Series Selection
Learn about Prometheus time series, vectors, instant vectors, range vectors, ranges, and filters.
Last updated
Learn about Prometheus time series, vectors, instant vectors, range vectors, ranges, and filters.
Last updated
A set of related time series is called a vector.
Instant Vector - a set of time series where every timestamp maps to a single data point at that “instant”.
Imagine evaluating the expression http_requests_total
at a given timestamp. http_requests_total is an instant vector selector that selects the "latest sample" for any time series with the metric name http_requests_total
. More specifically, "latest" means "at most 5 minutes old and not stale", relative to the evaluation timestamp. So this selector will only yield a result for series that have a sample at most 5 minutes before the evaluation timestamp and where the last sample before the evaluation timestamp is not a stale marker (an explicit way of marking a series as terminating at a certain time in the Prometheus TSDB).
Range vector - a set of time series in which every timestamp maps to a “range” of data points recorded some duration into the past.
A range query works exactly like many completely independent instant queries that are evaluated at subsequent time steps over a given range of time. Of course, this is highly optimized under the hood, and Prometheus doesn't actually run many independent instant queries.
For example, http_requests_total[5m]
would return all the data points falling in a 5-minute window at the evaluation timestamp.
Instant vectors can be graphed, but range vectors cannot.
Instant vectors can be compared, and arithmetic operations can be performed on them, but range vectors cannot.
You can change any instant vector selector into a range vector selector by appending a duration specifier [<number><unit>]
. For example, [5m]
for a 5-minute range.
Valid duration units:
ms
- milliseconds
s
- seconds
m
- minutes
h
- hours
d
- days
y
- years
Matcher Types:
=
: Equals
!=
: Not Equals
=~
: Regular Expression Match
!~
: Regular Expression Not Match
The following example would select all the metrics with the name "http_requests_total" that have a job
label matching exactly demo
and a path
label starting with /api
.
Regular expression matches are fully anchored. A match of path=~"/api"
is treated as env=~"^/api$"
. You can test your regex matches here using the Golang flavor.
Did you know that the metric names in Prometheus are actually stored as labels? The __name__
label actually stores the metric name. This can be useful when trying to dynamically match metric names.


_Directions for this task_: Copy out each line featuring the string "chart" from the entries beneath.

^^^^^^^^^^^^^^^^

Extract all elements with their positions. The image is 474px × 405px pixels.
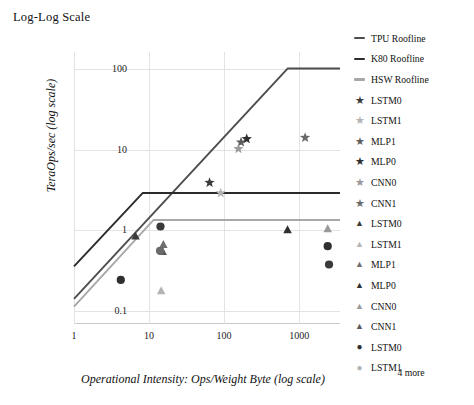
y-tick-label: 10 <box>87 144 127 155</box>
legend-more-label: 4 more <box>352 367 470 378</box>
star-icon: ★ <box>352 156 367 167</box>
legend-item-label: CNN1 <box>371 198 396 209</box>
legend-marker-glyph: ★ <box>355 198 365 209</box>
star-icon: ★ <box>352 177 367 188</box>
x-tick-label: 10 <box>129 330 169 341</box>
circle-icon: ● <box>352 342 367 352</box>
legend-item[interactable]: ★LSTM0 <box>352 90 470 111</box>
legend-marker-glyph: ▲ <box>355 240 364 249</box>
triangle-icon: ▲ <box>352 260 367 269</box>
legend-item[interactable]: ▲CNN1 <box>352 316 470 337</box>
legend-item-label: LSTM1 <box>371 239 402 250</box>
data-point-star <box>204 177 214 187</box>
star-icon: ★ <box>352 136 367 147</box>
y-tick-label: 100 <box>87 63 127 74</box>
legend-marker-glyph: ● <box>356 342 362 352</box>
triangle-icon: ▲ <box>352 281 367 290</box>
triangle-icon: ▲ <box>352 240 367 249</box>
y-tick-label: 0.1 <box>87 305 127 316</box>
x-tick-label: 100 <box>204 330 244 341</box>
y-tick-label: 1 <box>87 224 127 235</box>
line-icon <box>352 58 367 60</box>
x-axis-label: Operational Intensity: Ops/Weight Byte (… <box>38 372 368 387</box>
legend-item-label: LSTM1 <box>371 115 402 126</box>
triangle-icon: ▲ <box>352 322 367 331</box>
legend-item-label: CNN0 <box>371 177 396 188</box>
triangle-icon: ▲ <box>352 219 367 228</box>
legend-line-swatch <box>354 78 365 80</box>
legend-marker-glyph: ★ <box>355 136 365 147</box>
legend-item[interactable]: ●LSTM0 <box>352 337 470 358</box>
data-point-triangle <box>283 225 292 233</box>
legend-item[interactable]: ★CNN0 <box>352 172 470 193</box>
legend-marker-glyph: ★ <box>355 156 365 167</box>
legend-item[interactable]: TPU Roofline <box>352 28 470 49</box>
legend-marker-glyph: ★ <box>355 95 365 106</box>
legend-item[interactable]: ★CNN1 <box>352 193 470 214</box>
legend-line-swatch <box>354 37 365 39</box>
legend-item-label: MLP0 <box>371 156 396 167</box>
y-axis-label: TeraOps/sec (log scale) <box>44 41 59 231</box>
legend-item-label: MLP0 <box>371 280 396 291</box>
data-point-star <box>216 188 226 198</box>
line-icon <box>352 78 367 80</box>
legend-marker-glyph: ▲ <box>355 260 364 269</box>
data-point-circle <box>156 222 164 230</box>
data-point-triangle <box>159 240 168 248</box>
legend-item[interactable]: ▲LSTM1 <box>352 234 470 255</box>
data-point-circle <box>324 242 332 250</box>
legend-item-label: CNN0 <box>371 301 396 312</box>
legend-line-swatch <box>354 58 365 60</box>
legend-item[interactable]: ▲CNN0 <box>352 296 470 317</box>
legend-item[interactable]: ★MLP0 <box>352 152 470 173</box>
legend-item[interactable]: ▲MLP0 <box>352 275 470 296</box>
legend-marker-glyph: ★ <box>355 177 365 188</box>
page-title: Log-Log Scale <box>13 10 90 25</box>
x-tick-label: 1000 <box>279 330 319 341</box>
legend-item[interactable]: K80 Roofline <box>352 49 470 70</box>
data-point-triangle <box>157 286 166 294</box>
legend-item-label: LSTM0 <box>371 95 402 106</box>
triangle-icon: ▲ <box>352 302 367 311</box>
legend-marker-glyph: ▲ <box>355 219 364 228</box>
legend-marker-glyph: ▲ <box>355 302 364 311</box>
star-icon: ★ <box>352 115 367 126</box>
legend-item-label: LSTM0 <box>371 218 402 229</box>
legend-item[interactable]: ▲MLP1 <box>352 255 470 276</box>
legend-item-label: MLP1 <box>371 136 396 147</box>
legend-item[interactable]: ▲LSTM0 <box>352 213 470 234</box>
legend-item-label: MLP1 <box>371 259 396 270</box>
legend-item[interactable]: ★LSTM1 <box>352 110 470 131</box>
chart-legend: TPU RooflineK80 RooflineHSW Roofline★LST… <box>352 28 470 378</box>
data-point-circle <box>117 276 125 284</box>
legend-item-label: CNN1 <box>371 321 396 332</box>
legend-item-label: LSTM0 <box>371 342 402 353</box>
chart-graphics <box>74 52 340 324</box>
data-point-circle <box>325 260 333 268</box>
legend-item-label: TPU Roofline <box>371 33 426 44</box>
data-point-star <box>300 132 310 142</box>
x-tick-label: 1 <box>54 330 94 341</box>
legend-item-label: K80 Roofline <box>371 53 424 64</box>
star-icon: ★ <box>352 198 367 209</box>
line-icon <box>352 37 367 39</box>
star-icon: ★ <box>352 95 367 106</box>
legend-item[interactable]: HSW Roofline <box>352 69 470 90</box>
legend-marker-glyph: ▲ <box>355 281 364 290</box>
legend-marker-glyph: ▲ <box>355 322 364 331</box>
legend-item-label: HSW Roofline <box>371 74 429 85</box>
data-point-circle <box>156 247 164 255</box>
legend-item[interactable]: ★MLP1 <box>352 131 470 152</box>
data-point-triangle <box>323 224 332 232</box>
legend-marker-glyph: ★ <box>355 115 365 126</box>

^^^^^^^^^^^^^^^^

_Your response_:
chart-legend: TPU RooflineK80 RooflineHSW Roofline★LST… <box>352 28 470 378</box>
chart-graphics <box>74 52 340 324</box>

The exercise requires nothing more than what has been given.